Individuals who drive their cars for business or nonprofit purposes can itemize that expense on their tax returns. Business people can claim 58 cents a mile; volunteers, 14 cents a mile.

Two-time breast cancer survivor Betty Brandon said that the law and record gas prices have severely hurt the nonprofit, Triangle Helping Hands, she founded 10 years ago. She and volunteers drive cancer patients to chemotherapy, radiation and other medical appointments.

Transportation costs have cut down on the number of volunteers and the number of rides they can give to patients, Brandon said.
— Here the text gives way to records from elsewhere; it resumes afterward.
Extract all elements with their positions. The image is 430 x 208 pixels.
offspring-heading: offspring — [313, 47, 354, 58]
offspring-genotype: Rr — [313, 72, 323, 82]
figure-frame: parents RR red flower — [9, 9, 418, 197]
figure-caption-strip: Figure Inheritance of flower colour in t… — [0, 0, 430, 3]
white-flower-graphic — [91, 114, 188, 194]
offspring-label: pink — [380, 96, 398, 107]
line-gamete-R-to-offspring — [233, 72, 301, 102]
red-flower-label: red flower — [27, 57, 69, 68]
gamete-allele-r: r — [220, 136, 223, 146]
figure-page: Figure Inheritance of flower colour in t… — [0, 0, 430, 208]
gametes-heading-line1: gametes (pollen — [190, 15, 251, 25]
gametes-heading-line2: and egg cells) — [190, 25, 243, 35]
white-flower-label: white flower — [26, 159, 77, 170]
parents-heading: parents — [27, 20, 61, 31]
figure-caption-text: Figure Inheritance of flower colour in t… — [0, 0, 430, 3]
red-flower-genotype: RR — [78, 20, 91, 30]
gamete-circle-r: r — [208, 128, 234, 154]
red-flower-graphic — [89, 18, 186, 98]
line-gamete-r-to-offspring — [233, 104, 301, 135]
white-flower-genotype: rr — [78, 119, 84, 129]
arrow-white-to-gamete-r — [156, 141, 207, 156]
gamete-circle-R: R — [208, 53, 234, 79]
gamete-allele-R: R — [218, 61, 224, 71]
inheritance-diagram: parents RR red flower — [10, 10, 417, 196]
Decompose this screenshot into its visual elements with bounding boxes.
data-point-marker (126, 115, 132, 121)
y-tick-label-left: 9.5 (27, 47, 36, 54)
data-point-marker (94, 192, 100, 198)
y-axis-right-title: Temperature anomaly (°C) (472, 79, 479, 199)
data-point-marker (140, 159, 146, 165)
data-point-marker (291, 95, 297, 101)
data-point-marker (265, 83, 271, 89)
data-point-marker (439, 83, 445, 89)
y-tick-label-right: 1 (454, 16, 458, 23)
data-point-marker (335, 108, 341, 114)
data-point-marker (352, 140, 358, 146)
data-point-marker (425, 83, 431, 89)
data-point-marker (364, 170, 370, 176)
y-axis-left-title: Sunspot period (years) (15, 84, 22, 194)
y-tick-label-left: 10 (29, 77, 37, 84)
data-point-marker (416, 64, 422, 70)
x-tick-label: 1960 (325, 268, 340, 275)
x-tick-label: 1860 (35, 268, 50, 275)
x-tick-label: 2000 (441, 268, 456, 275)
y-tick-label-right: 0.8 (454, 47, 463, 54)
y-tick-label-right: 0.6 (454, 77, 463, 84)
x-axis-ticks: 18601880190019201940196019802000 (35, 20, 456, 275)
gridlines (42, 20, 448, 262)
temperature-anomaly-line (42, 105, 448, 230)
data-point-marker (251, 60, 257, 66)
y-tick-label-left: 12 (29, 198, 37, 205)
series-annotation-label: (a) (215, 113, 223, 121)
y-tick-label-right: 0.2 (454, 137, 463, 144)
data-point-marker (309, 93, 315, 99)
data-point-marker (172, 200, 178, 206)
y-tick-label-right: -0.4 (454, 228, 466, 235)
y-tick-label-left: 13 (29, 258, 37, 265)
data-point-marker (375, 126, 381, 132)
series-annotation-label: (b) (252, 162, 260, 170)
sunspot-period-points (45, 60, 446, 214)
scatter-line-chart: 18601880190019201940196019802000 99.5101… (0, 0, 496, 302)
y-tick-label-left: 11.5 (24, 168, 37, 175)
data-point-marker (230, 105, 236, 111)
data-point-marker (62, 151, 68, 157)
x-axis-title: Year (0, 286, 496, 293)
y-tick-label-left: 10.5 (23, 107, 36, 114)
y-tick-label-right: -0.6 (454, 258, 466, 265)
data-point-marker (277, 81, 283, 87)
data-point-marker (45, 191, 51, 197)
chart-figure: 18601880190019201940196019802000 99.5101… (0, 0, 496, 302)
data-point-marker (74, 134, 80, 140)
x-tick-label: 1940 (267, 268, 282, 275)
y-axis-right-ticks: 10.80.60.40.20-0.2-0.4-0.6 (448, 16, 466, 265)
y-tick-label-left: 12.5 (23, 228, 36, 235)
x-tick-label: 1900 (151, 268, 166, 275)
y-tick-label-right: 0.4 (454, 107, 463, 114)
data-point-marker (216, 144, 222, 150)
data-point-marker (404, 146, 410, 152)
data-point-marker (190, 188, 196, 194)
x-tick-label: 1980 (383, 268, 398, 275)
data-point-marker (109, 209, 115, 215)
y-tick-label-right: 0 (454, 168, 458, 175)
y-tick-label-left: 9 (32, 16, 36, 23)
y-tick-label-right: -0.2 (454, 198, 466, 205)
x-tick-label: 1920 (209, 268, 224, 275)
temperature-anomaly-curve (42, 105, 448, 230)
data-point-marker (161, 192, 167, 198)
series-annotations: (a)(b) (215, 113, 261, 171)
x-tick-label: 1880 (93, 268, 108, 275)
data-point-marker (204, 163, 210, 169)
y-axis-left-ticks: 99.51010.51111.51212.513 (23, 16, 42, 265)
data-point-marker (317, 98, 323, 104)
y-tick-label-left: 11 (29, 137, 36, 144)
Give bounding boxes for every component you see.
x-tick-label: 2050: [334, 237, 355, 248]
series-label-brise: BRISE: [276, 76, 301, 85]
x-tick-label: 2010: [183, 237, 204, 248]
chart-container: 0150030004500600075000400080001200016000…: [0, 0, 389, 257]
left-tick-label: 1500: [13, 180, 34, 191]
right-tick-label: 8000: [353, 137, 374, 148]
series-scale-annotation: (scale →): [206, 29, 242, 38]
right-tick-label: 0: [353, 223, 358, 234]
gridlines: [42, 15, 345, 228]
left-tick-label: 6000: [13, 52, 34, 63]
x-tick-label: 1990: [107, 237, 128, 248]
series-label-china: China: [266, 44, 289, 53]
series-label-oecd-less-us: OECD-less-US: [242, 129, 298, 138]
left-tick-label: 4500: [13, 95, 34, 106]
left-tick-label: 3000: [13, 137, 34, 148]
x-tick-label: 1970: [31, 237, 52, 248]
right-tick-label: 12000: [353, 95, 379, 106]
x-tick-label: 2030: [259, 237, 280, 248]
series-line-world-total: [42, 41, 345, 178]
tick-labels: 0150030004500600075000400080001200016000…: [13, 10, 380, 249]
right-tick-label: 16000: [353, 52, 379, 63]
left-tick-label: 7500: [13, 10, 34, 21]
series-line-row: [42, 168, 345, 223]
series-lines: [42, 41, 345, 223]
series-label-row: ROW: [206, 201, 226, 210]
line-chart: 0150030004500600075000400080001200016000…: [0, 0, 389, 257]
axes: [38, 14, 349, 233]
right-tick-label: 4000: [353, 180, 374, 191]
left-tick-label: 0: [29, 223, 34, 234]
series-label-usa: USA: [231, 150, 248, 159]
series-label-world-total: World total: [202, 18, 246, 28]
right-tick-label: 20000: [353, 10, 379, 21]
"We have to turn them down because we can't do it," she said. "It's something that I'm definitely losing sleep over."

Brandon said high gas prices and the low reimbursement have left her out $30,000 and down to three volunteer drivers.

"This is about life-saving treatments," Brandon said. It is important "just to have somebody there, to talk to, to cry with, to just be silent with, somebody to hold your hand."

A bipartisan group of U.S. senators – including Democrats Barack Obama, Hillary Clinton and Joe Biden and Republicans Richard Burr and Elizabeth Dole – introduced a bill to change the rules.

The G.I.V.E. Bill, or Giving Incentives to Volunteers Everywhere Act of 2008, would set the charitable mileage reimbursement rate at 70 percent of the business rate.

However, since the bill was read on Aug. 1, it has stayed in the Senate Finance Committee, and legislators think it won't see action anytime soon, given the pressing priorities of the economic crisis.

Brandon said the problems facing nonprofits need attention just as urgently as those facing the country.

"Cancer doesn't wait on the economy, and cancer patients do not have a bailout plan," she said.